Frankenbok’s Hutch: Thirty Years of Beautiful Chaos and Why Some Monsters Refuse to Die

Words – killer.solo.music

Original vocalist Adam Glynn returns to the fold as Frankenbok embrace the madness once again with The Arriba War Honkle.

There are bands that spend decades chasing relevance.

Then there are bands like Frankenbok.

Bands that don’t chase a damn thing. They simply exist. Like a cockroach in a leather jacket, fuelled by distortion pedals, bad ideas and the kind of stubbornness that only survives in Australian heavy music.

Frankenbok have never fitted comfortably into any scene. Too weird for the purists. Too heavy for the alternative crowd. Too funny for the serious metal elite. Too brutal for everyone else.

That’s precisely why they’ve lasted nearly thirty years.

Sitting down with original vocalist Adam Glynn feels less like interviewing a musician and more like catching up with an old mate who’s finally found his way back home. There are no carefully rehearsed PR answers. No mythology being manufactured. Just honesty.

And that’s refreshing.

The biggest surprise isn’t that Adam returned after more than two decades away.

It’s why.

Their reunion didn’t begin in a rehearsal room.

It began in a bar.

Cherry Bar, to be exact.

Years of distance and old wounds dissolved not through some grand reconciliation, but through something far simpler. Guitarist Azza complimented Hutch’s artwork.

“He complimented my artwork… and that completely disarmed me.”

Sometimes rebuilding thirty years of history starts with a single unexpected conversation.

The rest happened naturally.

Listening to Adam describe the current Frankenbok is almost the opposite of what you’d expect from a reunion interview.

There’s no ego.

No “we’re back to save metal.”

No declarations that this lineup is better than every previous incarnation.

Instead, there’s gratitude.

“I’m not going to tell these guys what to write anymore… I just appreciate that they all turn up.”

That’s experience talking.

The younger version of Adam wanted to help shape Frankenbok.

The older Adam simply appreciates getting to create alongside friends.

That perspective bleeds directly into The Arriba War Honkle.

The album doesn’t feel like a nostalgia trip.
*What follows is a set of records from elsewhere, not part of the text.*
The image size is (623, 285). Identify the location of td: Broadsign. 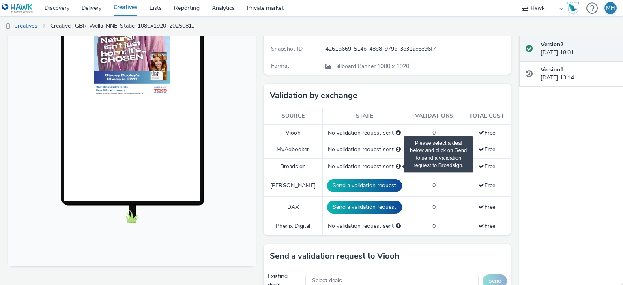
(293, 166).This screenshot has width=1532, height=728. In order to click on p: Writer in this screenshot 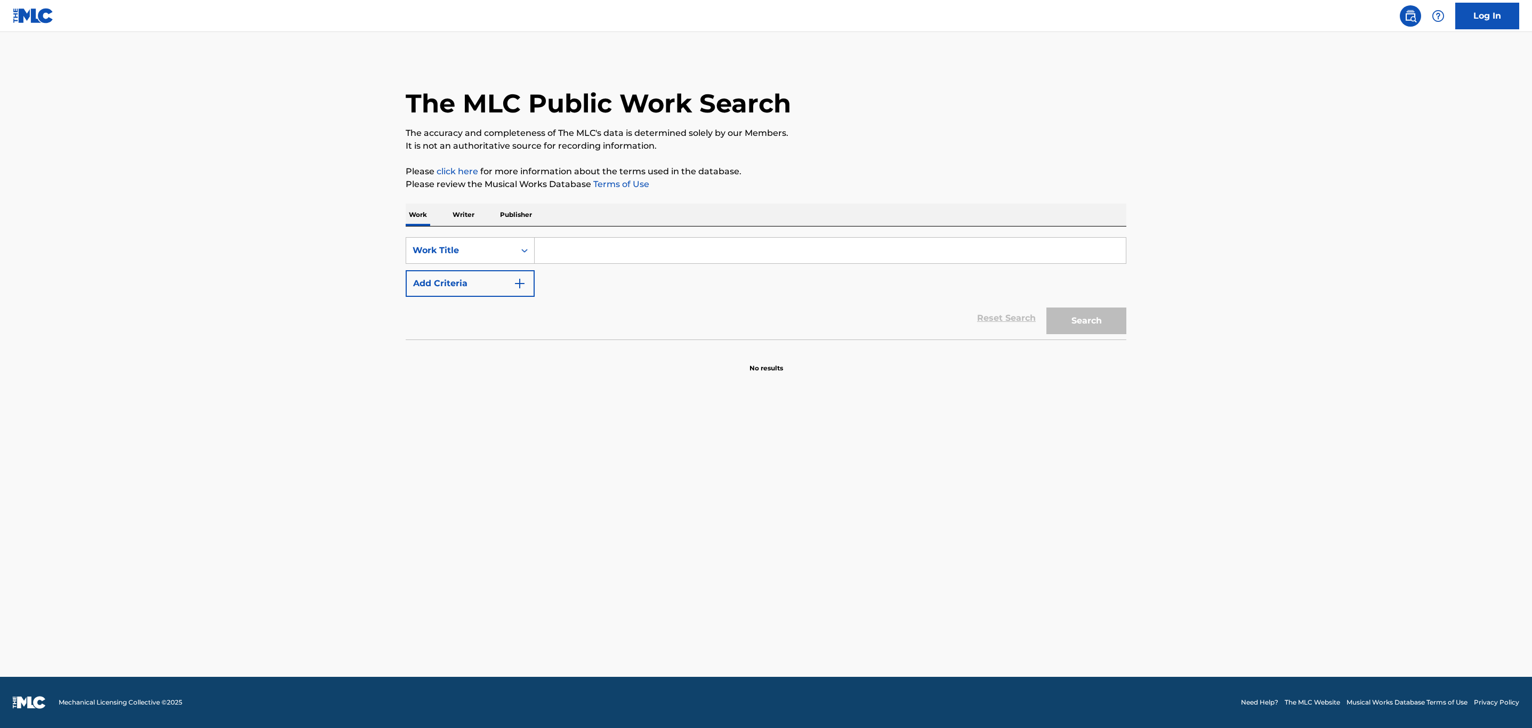, I will do `click(463, 215)`.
It feels like a band that’s finally comfortable being exactly what it always should have been.

Ridiculous.

Brutal.

Creative.

Completely unrestricted.

Songs like Geppetto’s Scarecrow wrap surprisingly thoughtful ideas inside absurd concepts, something Frankenbok have quietly been doing since the late ’90s while the rest of the heavy scene argued over subgenres.
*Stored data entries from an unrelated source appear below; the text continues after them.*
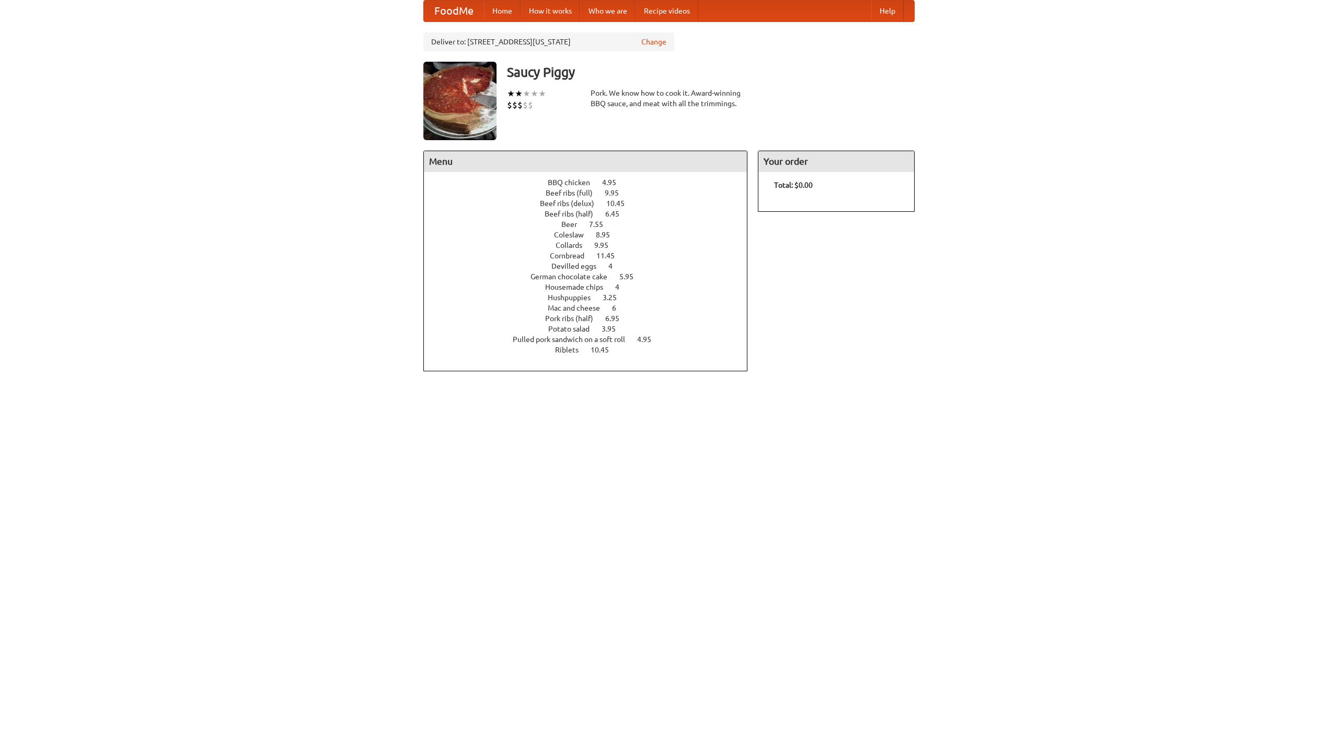 The width and height of the screenshot is (1338, 740). Describe the element at coordinates (608, 235) in the screenshot. I see `span: 8.95` at that location.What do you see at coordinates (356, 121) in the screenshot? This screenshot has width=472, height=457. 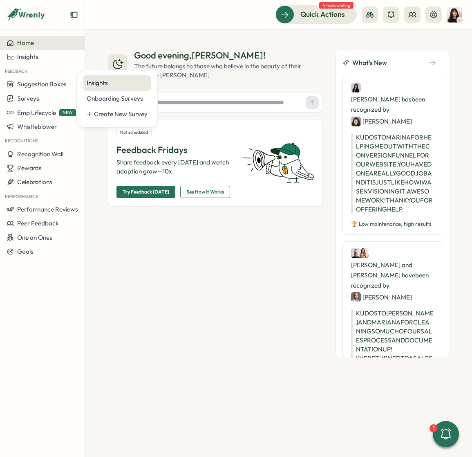 I see `img: Angelina Costa` at bounding box center [356, 121].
Even the album title feels like an inside joke nobody bothered explaining.

Good.

Not everything needs explaining.

Some things simply need turning up loud.

Perhaps the most revealing moment came when he described returning to the band with an analogy that perfectly captures the reunion.

“It’s like having a girlfriend you haven’t seen for ten years… you both come back a better version of yourselves.”

That’s not nostalgia.

That’s growth.

It’s easy to forget just how important bands like Frankenbok were to Australian heavy music. Before social media algorithms dictated discovery and before every breakdown was engineered for TikTok, bands earned audiences the hard way.

Night after night.

Town after town.

Venue after venue.

Sticky floors.

Tiny stages.

Broken vans.

Questionable promoters.

And somehow, through all of that, Frankenbok carved out an identity that nobody else could replicate.

They were never trying to be cool.

They were trying to be Frankenbok.

That’s a much harder thing to achieve.

Nearly thirty years later, the joke’s on everyone who thought they’d disappear.

Because while trends have come and gone, genres have splintered into microscopic subcategories and countless bands have faded into memory, Frankenbok remain exactly what they’ve always been.

Irrepressible.

And somehow…

Even weirder than before.

This is the gospel.

I bite crowd surfers.

Killer.

Share

Leave a Reply

Your email address will not be published. Required fields are marked *

This site uses Akismet to reduce spam. Learn how your comment data is processed.